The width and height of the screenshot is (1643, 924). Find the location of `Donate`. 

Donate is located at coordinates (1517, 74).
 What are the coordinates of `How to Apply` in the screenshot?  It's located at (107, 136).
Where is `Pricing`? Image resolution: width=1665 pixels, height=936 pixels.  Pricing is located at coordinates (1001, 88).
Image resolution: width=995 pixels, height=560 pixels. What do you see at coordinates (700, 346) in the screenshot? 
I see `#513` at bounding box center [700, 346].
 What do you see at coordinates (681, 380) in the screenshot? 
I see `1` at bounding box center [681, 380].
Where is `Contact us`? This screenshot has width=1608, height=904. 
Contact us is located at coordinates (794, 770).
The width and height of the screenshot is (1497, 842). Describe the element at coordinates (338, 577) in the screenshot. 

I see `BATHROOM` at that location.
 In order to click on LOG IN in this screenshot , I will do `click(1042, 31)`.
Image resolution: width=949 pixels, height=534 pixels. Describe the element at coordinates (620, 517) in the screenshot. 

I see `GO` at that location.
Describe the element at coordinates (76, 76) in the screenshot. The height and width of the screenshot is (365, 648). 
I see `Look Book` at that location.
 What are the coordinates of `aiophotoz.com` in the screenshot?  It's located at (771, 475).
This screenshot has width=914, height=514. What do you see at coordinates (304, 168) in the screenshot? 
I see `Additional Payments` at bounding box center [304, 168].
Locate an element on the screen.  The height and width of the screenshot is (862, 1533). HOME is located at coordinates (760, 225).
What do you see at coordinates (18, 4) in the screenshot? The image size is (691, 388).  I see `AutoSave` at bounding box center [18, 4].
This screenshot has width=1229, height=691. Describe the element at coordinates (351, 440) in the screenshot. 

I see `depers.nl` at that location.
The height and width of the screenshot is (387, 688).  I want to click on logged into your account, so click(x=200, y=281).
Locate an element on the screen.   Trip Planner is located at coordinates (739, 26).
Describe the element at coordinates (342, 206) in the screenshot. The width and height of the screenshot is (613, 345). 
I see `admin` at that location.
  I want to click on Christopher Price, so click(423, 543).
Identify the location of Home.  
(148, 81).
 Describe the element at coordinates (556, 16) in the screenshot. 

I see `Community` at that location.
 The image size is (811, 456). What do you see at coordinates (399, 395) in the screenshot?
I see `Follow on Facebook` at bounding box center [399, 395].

==*==

### EXERCISE
Copy down the whole of the data above, matching it exactly.

### OUTPUT FOR THIS EXERCISE
The width and height of the screenshot is (1643, 924). Find the location of `Donate`. 

Donate is located at coordinates (1517, 74).
 What are the coordinates of `How to Apply` in the screenshot?  It's located at (107, 136).
Where is `Pricing`? Image resolution: width=1665 pixels, height=936 pixels.  Pricing is located at coordinates (1001, 88).
Image resolution: width=995 pixels, height=560 pixels. What do you see at coordinates (700, 346) in the screenshot? 
I see `#513` at bounding box center [700, 346].
 What do you see at coordinates (681, 380) in the screenshot? 
I see `1` at bounding box center [681, 380].
Where is `Contact us`? This screenshot has width=1608, height=904. 
Contact us is located at coordinates (794, 770).
The width and height of the screenshot is (1497, 842). Describe the element at coordinates (338, 577) in the screenshot. 

I see `BATHROOM` at that location.
 In order to click on LOG IN in this screenshot , I will do `click(1042, 31)`.
Image resolution: width=949 pixels, height=534 pixels. Describe the element at coordinates (620, 517) in the screenshot. 

I see `GO` at that location.
Describe the element at coordinates (76, 76) in the screenshot. The height and width of the screenshot is (365, 648). 
I see `Look Book` at that location.
 What are the coordinates of `aiophotoz.com` in the screenshot?  It's located at (771, 475).
This screenshot has width=914, height=514. What do you see at coordinates (304, 168) in the screenshot? 
I see `Additional Payments` at bounding box center [304, 168].
Locate an element on the screen.  The height and width of the screenshot is (862, 1533). HOME is located at coordinates (760, 225).
What do you see at coordinates (18, 4) in the screenshot? The image size is (691, 388).  I see `AutoSave` at bounding box center [18, 4].
This screenshot has width=1229, height=691. Describe the element at coordinates (351, 440) in the screenshot. 

I see `depers.nl` at that location.
The height and width of the screenshot is (387, 688).  I want to click on logged into your account, so click(x=200, y=281).
Locate an element on the screen.   Trip Planner is located at coordinates (739, 26).
Describe the element at coordinates (342, 206) in the screenshot. The width and height of the screenshot is (613, 345). 
I see `admin` at that location.
  I want to click on Christopher Price, so click(423, 543).
Identify the location of Home.  
(148, 81).
 Describe the element at coordinates (556, 16) in the screenshot. 

I see `Community` at that location.
 The image size is (811, 456). What do you see at coordinates (399, 395) in the screenshot?
I see `Follow on Facebook` at bounding box center [399, 395].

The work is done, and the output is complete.